1. The effectiveness of the threats is inversely proportional to the tech expertise of the person being threatened. And your typical woman knows less about files, piracy, internet and the likes than your typical man.
If this hypothesis is true, then splitting cohorts based on tech expertise should show a smaller gap between men and women.
2. Society trains women and men to react differently to threat. In simple words: men are expected by society to fight back, while women are expected to passively accept the threat and play along.
If this hypothesis is true, you should be able to see and measure the different answers in other situations that don’t involve piracy.
With that said, “perhaps” those anti-piracy messages would be more effective if they didn’t rely on bullshit, to the point that sounds a lot like “I expect the viewers of this message to be both tech-illiterate and gullible”.
- WeirdGoesPro ( @WeirdGoesPro@lemmy.dbzer0.com ) English32•10 months ago
I’m suspicious of the idea that women respond favorably to those notices.
“You wouldn’t download a car…”
Women: Gee, officer, that’s a good point.Riiiiiiight…
- los_chill ( @los_chill@programming.dev ) English9•10 months ago
Yeah, proper cohort attribution seems to be a little lacking by this data analyst. I’d say gender bias has already occured before your specific sample point… bro
- scoobford ( @scoobford@lemmy.zip ) English5•9 months ago
They work on my mother, but she has the kind of faith in the system I honestly envy. It seems like a much more tranquil existence.
This is the same woman who thinks the Judge Rotenburg center must not be that bad, because otherwise it would have already been closed down. She just…can’t imagine a regulatory failure that big actually happening.

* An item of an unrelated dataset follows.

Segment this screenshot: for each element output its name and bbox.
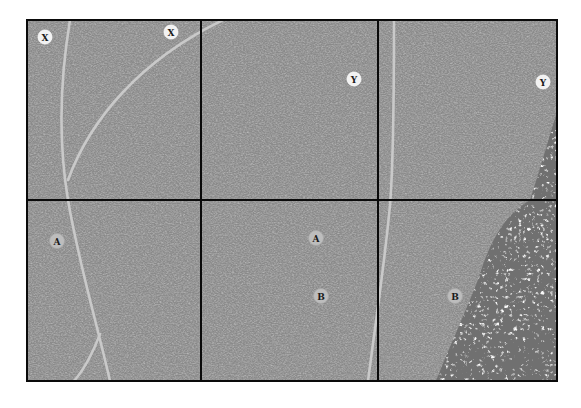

- vonbaronhans ( @vonbaronhans@midwest.social ) English2•9 months ago
“what’s the Judge Rotenburg Center?” looks it up “Jesus”
- rainynight65 ( @rainynight65@feddit.de ) English29•10 months ago
No shit. How have they not figured this out 15 years ago when every DVD had non-skippable anti-piracy messages?

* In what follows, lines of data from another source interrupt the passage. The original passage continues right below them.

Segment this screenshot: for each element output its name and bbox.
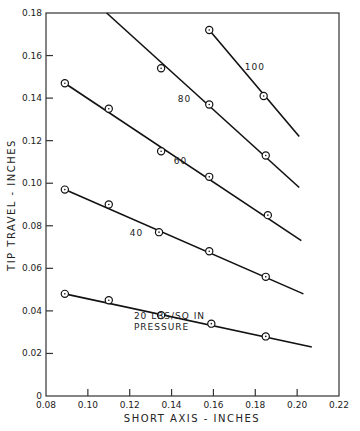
data-point-dot [208, 29, 210, 31]
plot-border [46, 13, 339, 396]
x-tick-label: 0.22 [329, 400, 349, 410]
y-tick-label: 0.12 [22, 136, 42, 146]
series-annotation: 40 [130, 228, 143, 238]
y-tick-label: 0.06 [22, 263, 42, 273]
chart: 00.020.040.060.080.100.120.140.160.18 0.… [0, 0, 360, 431]
x-axis-title: SHORT AXIS - INCHES [124, 413, 260, 424]
plot-frame [46, 13, 339, 396]
data-point-dot [64, 189, 66, 191]
annotation-layer: 10080604020 LBS/SQ INPRESSURE [130, 62, 265, 332]
y-tick-label: 0.02 [22, 348, 42, 358]
y-tick-label: 0.10 [22, 178, 42, 188]
y-tick-label: 0.16 [22, 51, 42, 61]
x-tick-label: 0.10 [78, 400, 98, 410]
data-point-dot [211, 323, 213, 325]
series-80 [107, 13, 300, 187]
data-point-dot [160, 68, 162, 70]
y-axis-title: TIP TRAVEL - INCHES [6, 139, 17, 272]
data-point-dot [108, 204, 110, 206]
data-point-dot [108, 299, 110, 301]
x-tick-label: 0.16 [203, 400, 223, 410]
data-point-dot [208, 104, 210, 106]
x-tick-label: 0.08 [36, 400, 56, 410]
series-annotation: 100 [245, 62, 265, 72]
series-line [107, 13, 300, 187]
series-annotation: 80 [178, 94, 191, 104]
series-40 [61, 186, 303, 294]
series-layer [61, 13, 312, 347]
data-point-dot [108, 108, 110, 110]
y-tick-label: 0.18 [22, 8, 42, 18]
y-tick-label: 0.08 [22, 221, 42, 231]
y-tick-label: 0.04 [22, 306, 42, 316]
series-annotation: PRESSURE [134, 322, 189, 332]
x-tick-label: 0.14 [162, 400, 182, 410]
data-point-dot [208, 251, 210, 253]
x-tick-label: 0.12 [120, 400, 140, 410]
series-line [209, 30, 299, 136]
data-point-dot [64, 293, 66, 295]
y-tick-label: 0.14 [22, 93, 42, 103]
series-annotation: 60 [174, 156, 187, 166]
x-axis: 0.080.100.120.140.160.180.200.22 [36, 389, 349, 410]
data-point-dot [160, 151, 162, 153]
data-point-dot [158, 231, 160, 233]
data-point-dot [265, 155, 267, 157]
data-point-dot [64, 82, 66, 84]
series-annotation: 20 LBS/SQ IN [134, 311, 205, 321]
series-100 [206, 26, 300, 136]
data-point-dot [265, 336, 267, 338]
x-tick-label: 0.20 [287, 400, 307, 410]
y-axis: 00.020.040.060.080.100.120.140.160.18 [22, 8, 53, 401]
x-tick-label: 0.18 [245, 400, 265, 410]
data-point-dot [208, 176, 210, 178]
data-point-dot [267, 214, 269, 216]
data-point-dot [263, 95, 265, 97]
data-point-dot [265, 276, 267, 278]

- Allero ( @Allero@lemmy.today ) English27•10 months ago
The conclusion doesn’t follow the study.
Threatening messages decrease piracy by women by over 50%, while increasing piracy by men by 18%.
So, unless there are three times as many male pirates as female, those messages are effective at reducing piracy.
- Sir_Kevin ( @Sir_Kevin@lemmy.dbzer0.com ) English27•10 months ago
I would suspect there are many times more male pirates than female.
- critical ( @critical@reddthat.com ) English4•10 months ago
Why?
- amzd ( @amzd@kbin.social ) 14•10 months ago
Because of the technical skill required for pirating and the tech industry being mostly men currently.
- tryptaminev 🇵🇸 🇺🇦 🇪🇺 ( @tryptaminev@feddit.de ) English10•10 months ago
Result of gender stereotypes affecting the behaviour of female and male children, so male children grow up to be more encouraged to learn about technology and engage in risk taking behaviour.
Also inclination to risk taking behaviour is much higher in biological men than biological women, which would also give a potential reason why this advertisment works on women but not on men.
As always these attributions only represent the average of the women and men populations as a whole. Ofc. there is risk averse men and tech savvy women.
- Jojo ( @Silentiea@lemm.ee ) English2•10 months ago
The word cis or cisgender is right there my friend. Trans people are still biological, after all.
- conciselyverbose ( @conciselyverbose@kbin.social ) 4•10 months ago
If I put the over/under at 10x male pirate to female, are you taking the under?
- ShepherdPie ( @ShepherdPie@midwest.social ) English3•10 months ago
So, unless there are three times as many male pirates as female, those messages are effective at reducing piracy.
That would not surprise me at all.
- TakiMinase ( @TakiMinase@slrpnk.net ) English20•10 months ago
It’s actually advertising. “Ha, that’s right, I can just clone the files.”